During the Gourmet Film Gala, winemaker Antonio Flores Pedregosa received an Honorary Spike Award
Today, the 70th SEMINCI explored grief and trauma from intimate and deeply human perspectives. On the one hand, Pere Vilà Barceló premiered his film When a River Becomes the Sea in the Official Section, the result of seven years of conversations with victims of gender violence, testimonies that the director considered essential in order to address the issue with respect and consistency. Starring newcomer Claud Hernández alongside Laia Marull and Àlex Brendemühl (awarded Best Actor at Karlovy Vary for this role), it portrays the process of overcoming trauma by a teenage victim of gender violence, where family support also proves to be fundamental in the process. Vilà Barceló rejected any commercial perspective on the length of the film, prioritising making visible all the time spent listening.
Lucía Aleñar Iglesias presented Forastera at Meeting Point, a unique story about how a teenager copes with the death of her grandmother and how families restructure themselves in the face of loss, highlighting the importance of ‘living through that grief together’. The film, starring Zoe Stein and Lluís Homar, has already received the FIPRESCI award at the Toronto Film Festival and is now being released in Spain. The director explained that she wanted to explore how grief affects the whole family, not just the protagonist, and portrays that complex moment of adolescence where one transitions from childhood to adulthood, using Mallorca from the perspective of an outsider to create an ambiguous and hypnotic atmosphere for the protagonist’s emotional journey.
Both films share a focus on shared pain and the essential role of the family as a support network in times of crisis. Crises such as the one faced by the protagonists of The Souffleur, by Argentine director Gastón Solnicki, which premiered in Spain at Meeting Point after its run at the Venice Film Festival. Willem Dafoe plays the manager of a run-down hotel that is about to be demolished. Shot in just two weeks, ‘it’s not a conventional film in its structure, but it allows Willem to float in those spaces in a very memorable and unique way, opening up like vignettes of a world that is disappearing, which is very present not only in this film, which closes my Viennese trilogy, but in all my films, that world that no longer exists,’ according to its director.
Abbas Fahdel, on the other hand, presents Tales of the Wounded Land, ‘a chronicle of daily life in southern Lebanon during the Israeli bombings.’ The director and his wife and daughter endured constant bombardment for fifteen months. ‘The film is a reconstruction of what we experienced, but not only us, also our neighbours and friends,’ he explained.
Thinking about cinema at SEMINCI
Around the Memory and Utopia cycle and the publication of the book The Capture of Time. A Cinema Under the Influence of the Real, Àngel Quintana, professor of Film History and Theory, Carlos F. Heredero, editorial director of Caimán Cuadernos de Cine magazine, and Laura Gómez Vaquero, PhD in Film History, spoke with Carolina Martínez about the multiple manifestations of cinematic realism.

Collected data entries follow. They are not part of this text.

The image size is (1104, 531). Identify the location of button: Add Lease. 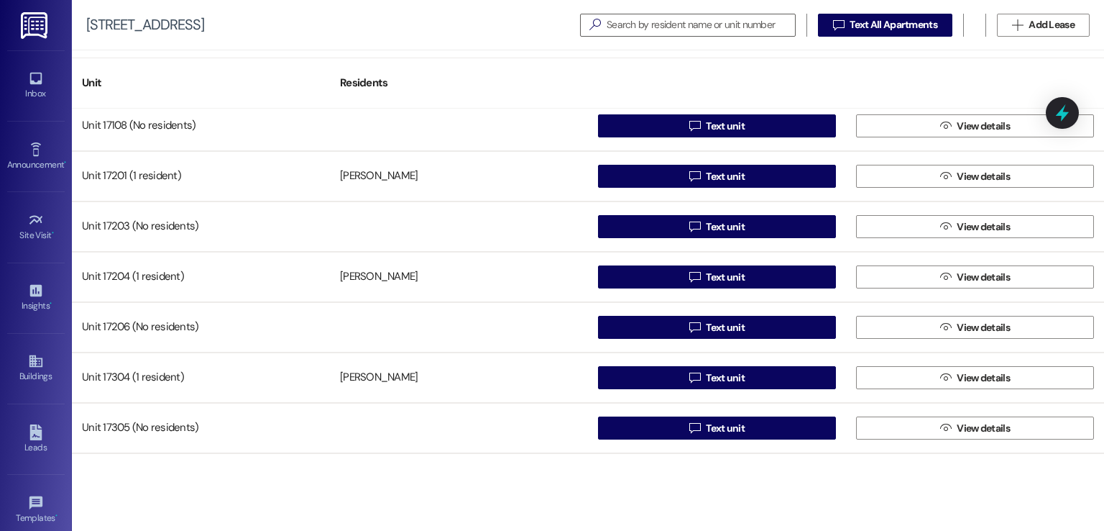
(1043, 25).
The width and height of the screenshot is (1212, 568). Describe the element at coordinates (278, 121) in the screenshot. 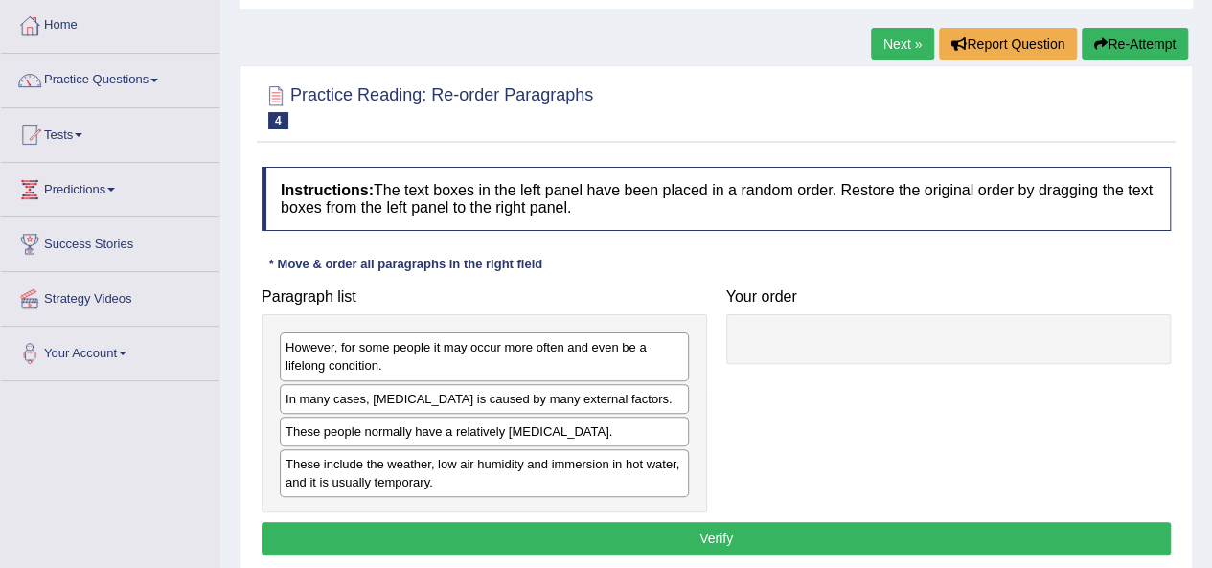

I see `span: 4` at that location.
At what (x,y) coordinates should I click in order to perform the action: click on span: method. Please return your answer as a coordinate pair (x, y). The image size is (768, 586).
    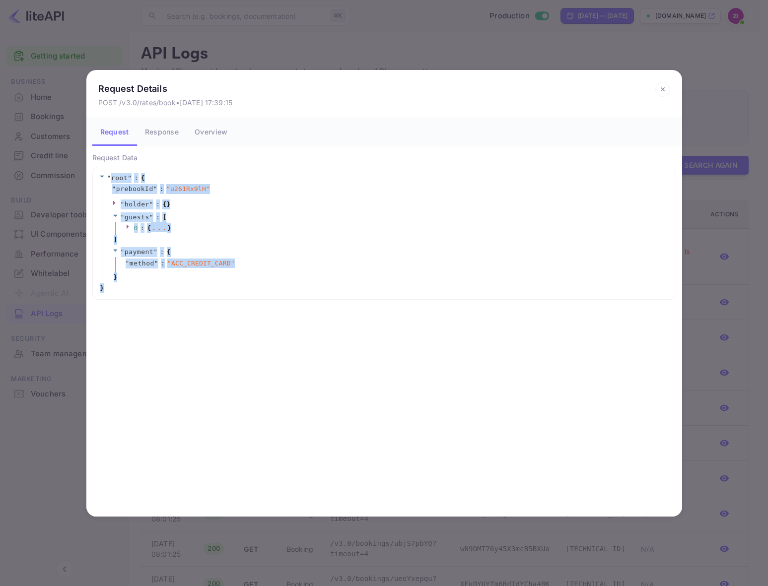
    Looking at the image, I should click on (142, 264).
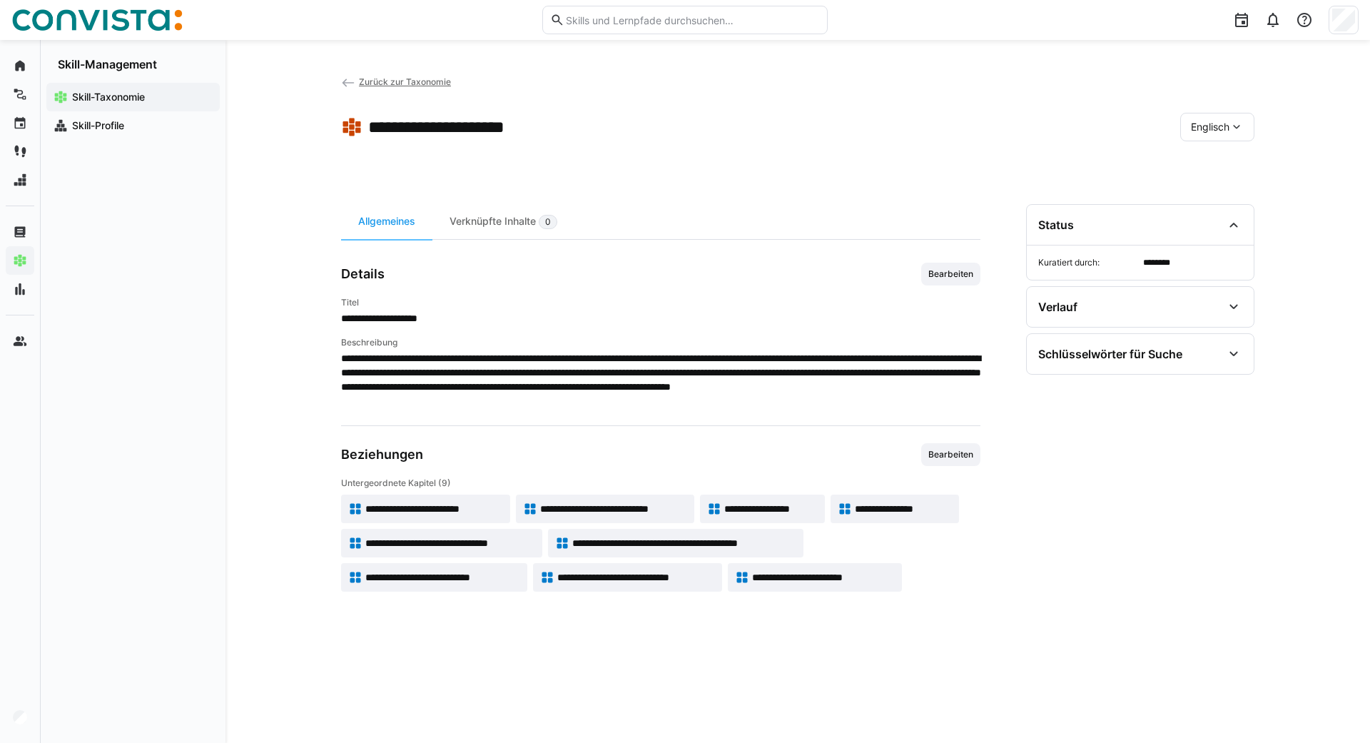  What do you see at coordinates (1211, 127) in the screenshot?
I see `span: Englisch` at bounding box center [1211, 127].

‘There are many ways of understanding realism, and it was necessary to bring all these ideas together in a book,’ said Quintana. ‘On the one hand, we had to think about how reality could enter cinema; but, in addition, there is a much deeper question: what exactly do we mean by reality? Fellini said at the time that reality is not only what we see, but what we have dreamed, what we have desired, what lies behind the visible,’ he added.
Gourmet Film Gala
In addition to thinking about cinema, it can affect other senses; it can enter through the stomach as well as the eyes. For 14 years, SEMINCI has screened several titles related to gastronomy and wine, very important sectors in this community and throughout Spain. The Gourmet Film Gala held today in Valladolid has paired this sector with cinema on a night in which the oenologist Antonio Flores Pedregosa, Master Blender at the González Byass winery, received an Honorary Spike from the president of the Valladolid Provincial Council, Conrado Íscar, accompanied by the president and general director of the Ribera del Duero Regulatory Council, Enrique Pascual and Miguel Sanz. The award winner acknowledged feeling ‘deeply proud’ and praised the world of wine, where ‘there is fraternity between the two wine regions which are distant in space but united by such an important thing as wine’.

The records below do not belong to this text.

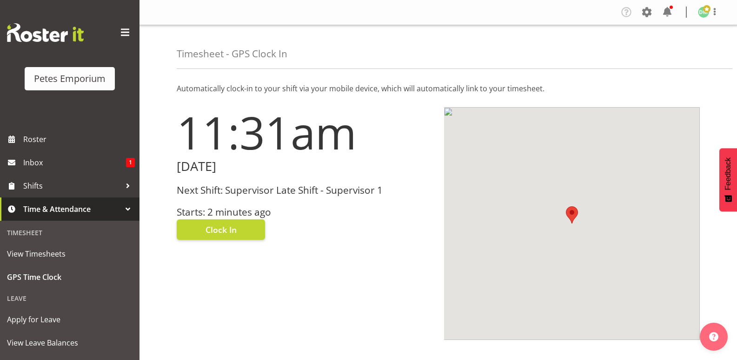 The width and height of the screenshot is (737, 360). What do you see at coordinates (72, 186) in the screenshot?
I see `span: Shifts` at bounding box center [72, 186].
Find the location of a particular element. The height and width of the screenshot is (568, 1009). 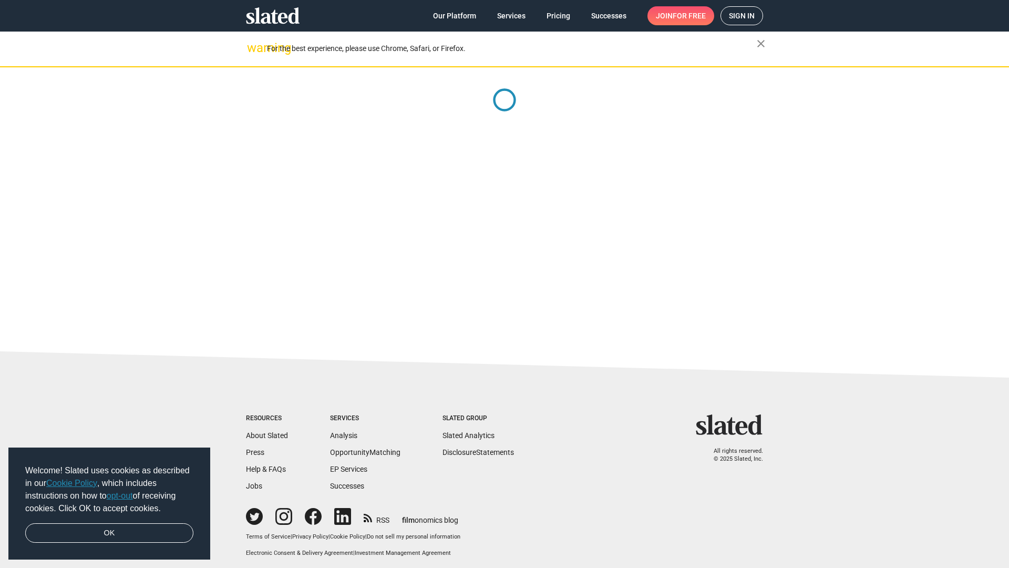

div: Resources is located at coordinates (267, 418).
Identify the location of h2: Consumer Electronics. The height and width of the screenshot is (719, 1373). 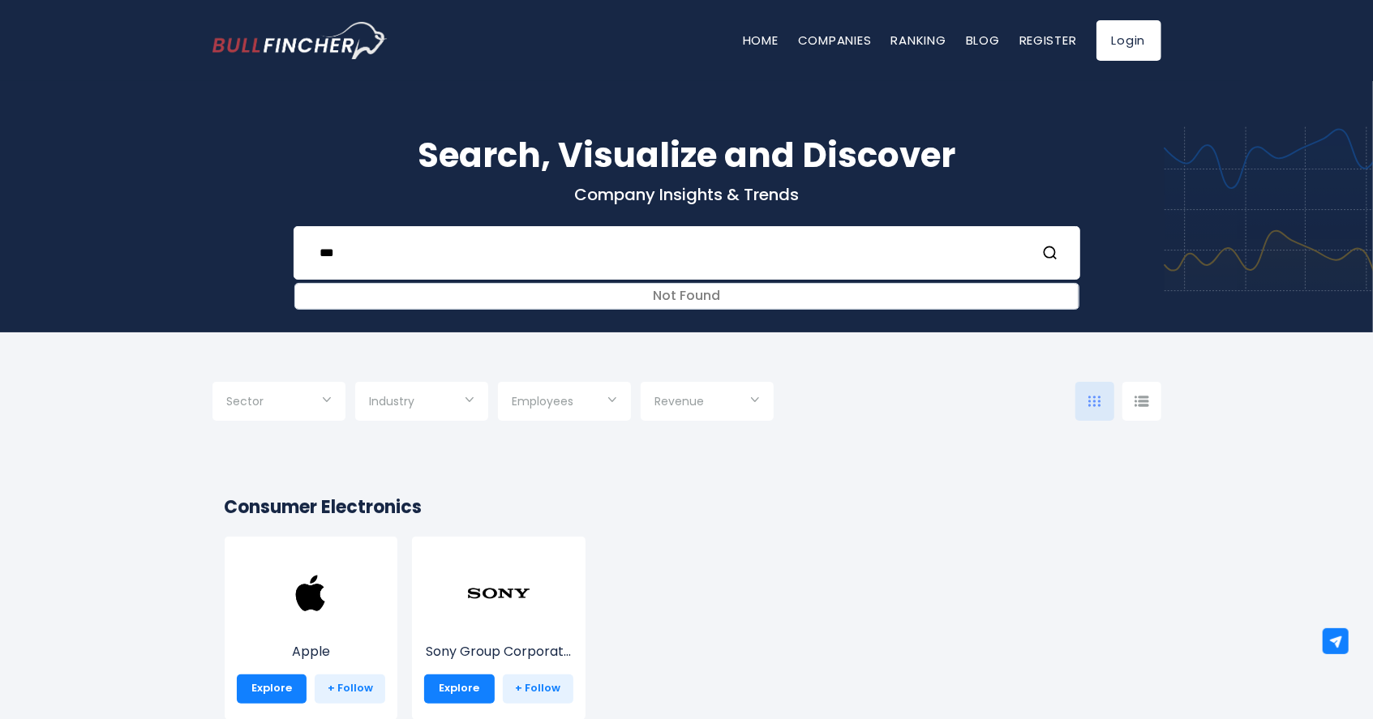
(687, 507).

After the award ceremony, the film The Hills of Wrath was screened, a feature-length documentary about the work of winemaker Christine Vernay. Its director, Léo Boudet, described it as ‘a film about poetry’. He added: ‘I feel that poetry has been my way of approaching this film and this family of farmers and winemakers. The passion and dedication these people put into this land is incredible. For me, it was the only way to understand the magic of the countryside and wine.’
Also today, as part of the Castilla y León Gala, actor Luis Callejo received another Honorary Spike Award for his career spanning more than 30 years in film, theatre and television. He was accompanied at the event by director Benito Zambrano and actress Marta Aledo. The Gala was rounded off with the screening of two short films restored by the Castilla y León Film Library: El canal de Castilla (1931), by Leopoldo Alonso, with live musical accompaniment by J. Sasso, and El Noveno, by Basilio Martín Patino.